5) Describe the relationship between citizenship and economic productivity that Cattelino argues is part and parcel of US cultural politics.
6) What possibilities and limitations for economic and political power does tribal gaming engender for the Seminole tribe?
7) Discuss Seminole "refusal" in relation to federal government interventions and official and popular expectations for indigenous groups.
8) How does Cattelino imagine an escape from the double bind? Discuss her use of Bateson's "clues" for thinking through this problematic.
MULTIMEDIA AND LINKS
The official website of the Seminole Tribe of Florida: http://www.seminoletribe.com/
Hard Rock corporate page about Seminole ownership: http://www.hardrock.com/corporate/ownership/
As of April 2010, negotiations are ongoing between the State of Florida and the Seminole Tribe of Florida for a gaming compact. After decades of efforts, such a compact would settle the scope, nature, and revenue-sharing of permissible tribal gaming in Florida. Watch an April 2009 press conference regarding the compact:
FURTHER READING
Biolsi, Thomas. 2005. "Imagined Geographies: Sovereignty, Indigenous Space, and American Indian Struggle." American Ethnologist 32(2):239-259.
Cowlishaw, Gillian. 2003. "Disappointing Indigenous People: Violence and the Refusal of Help." Public Culture 15(1):103-125.
Cramer, Renee Ann. 2005. Cash, Color, and Colonialism: The Politics of Tribal Acknowledgment. Norman: University of Oklahoma Press.

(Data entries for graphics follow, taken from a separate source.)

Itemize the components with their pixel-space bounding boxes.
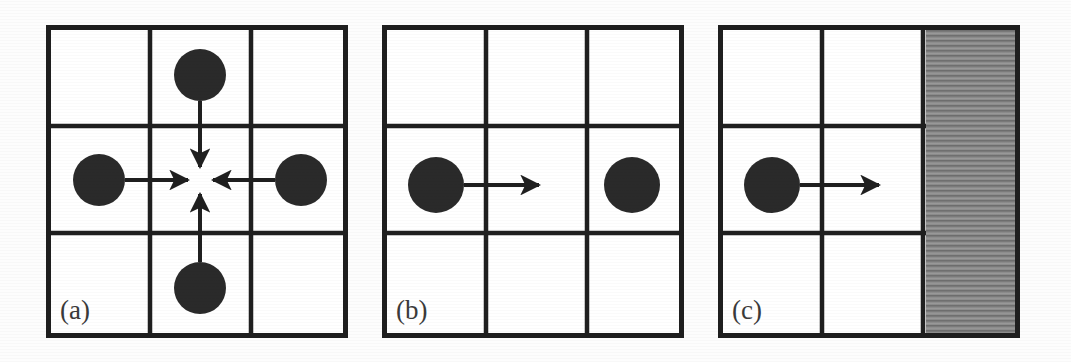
panel-a: (a) xyxy=(46,25,348,338)
panel-c: (c) xyxy=(718,25,1020,338)
panel-b-caption: (b) xyxy=(396,297,427,324)
solid-wall-column xyxy=(926,30,1015,333)
particle-top xyxy=(174,49,226,101)
particle-moving xyxy=(744,157,800,213)
particle-left xyxy=(73,154,125,206)
panel-b: (b) xyxy=(382,25,684,338)
figure-root: (a) (b) xyxy=(0,0,1071,362)
panel-a-canvas xyxy=(46,25,348,338)
panel-c-caption: (c) xyxy=(732,297,762,324)
particle-bottom xyxy=(174,262,226,314)
panel-a-caption: (a) xyxy=(60,297,90,324)
panel-b-canvas xyxy=(382,25,684,338)
panel-c-canvas xyxy=(718,25,1020,338)
particle-right xyxy=(275,154,327,206)
particle-moving xyxy=(408,157,464,213)
particle-target xyxy=(604,157,660,213)
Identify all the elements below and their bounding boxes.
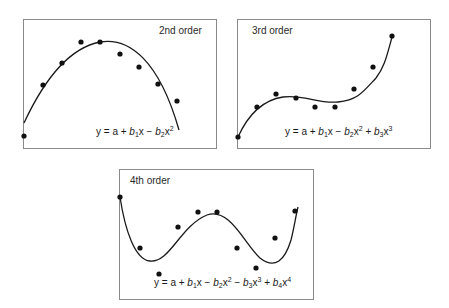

Deloria, Philip. 2004. Indians in Unexpected Places. Lawrence: University Press of Kansas.
De la Merced, Michael J. 2006. "Florida's Seminole Tribe Buys Hard Rock Cafes and Casinos." http://www.nytimes.com/2006/12/08/business/08rock.html?fta=y?_r=1.
Simpson, Audra. 2007. On Ethnographic Refusal: Indigeneity, 'Voice' and Colonial Citizenship. Junctures 9:67-80.